The Founder Effect When a few individuals become isolated from a larger population, this smaller group may establish a new population whose gene pool differs from the source population; this is called the founder effect.

The Bottleneck Effect A sudden change in the environment, such as a fire or flood, may drastically reduce the size of a population. A severe drop in population size can cause the bottleneck effect, so named because the population has passed through a “bottleneck” that reduces its size

FURTHER READING.

1. Cell biology, molecular biology, genetics, evolution and ecology by P.S Verma and V.K Agarwal ;

multicolor edition; chapter 7; population genetics and evolution page 888----901.

2. Campbell biology 10th edition by Reece, Urry, Cain, Wasserman, Minorsky and Jackson; unit 4;

mechanisms of evolution; chapter 23 “the evolution of populations”; page 484----542.
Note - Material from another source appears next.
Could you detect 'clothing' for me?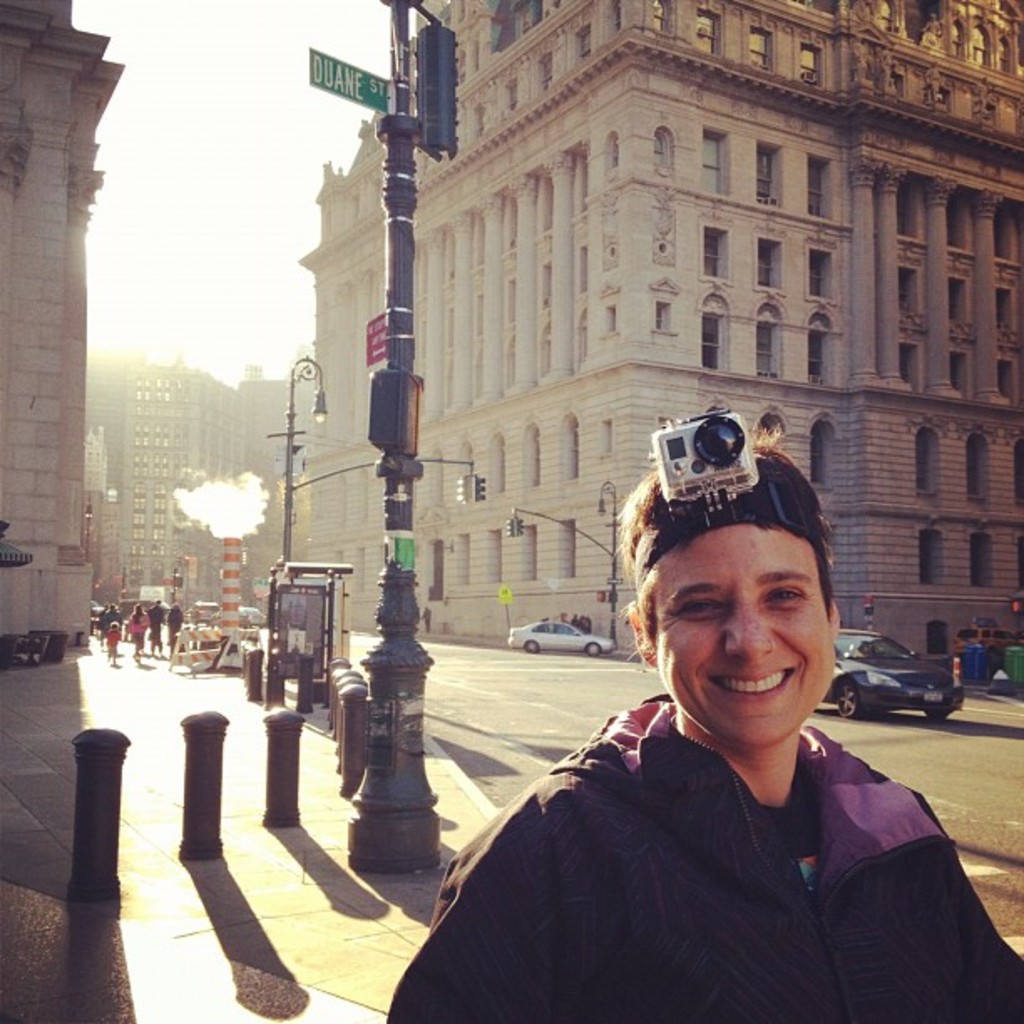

3. Integrated principles of zoology 14th edition by Hickman, Roberts, Keen, Larson, I’Anson, Eisenhour; part

2, continuity and evolution of life; chapter 6, organic evolution; page 126---130.

4. Miller-Harley Zoology 5th edition; part 1, Biological principles; chapter 5, evolution and gene frequencies;

page 64---69.

5. Concepts of genetics by Robert J. Brooker, part VI, chapter 25; population genetics; page 614---640

6. Principles of genetics 6th edition by Snustad and Simmons; chapter 23; population genetics page 634---638.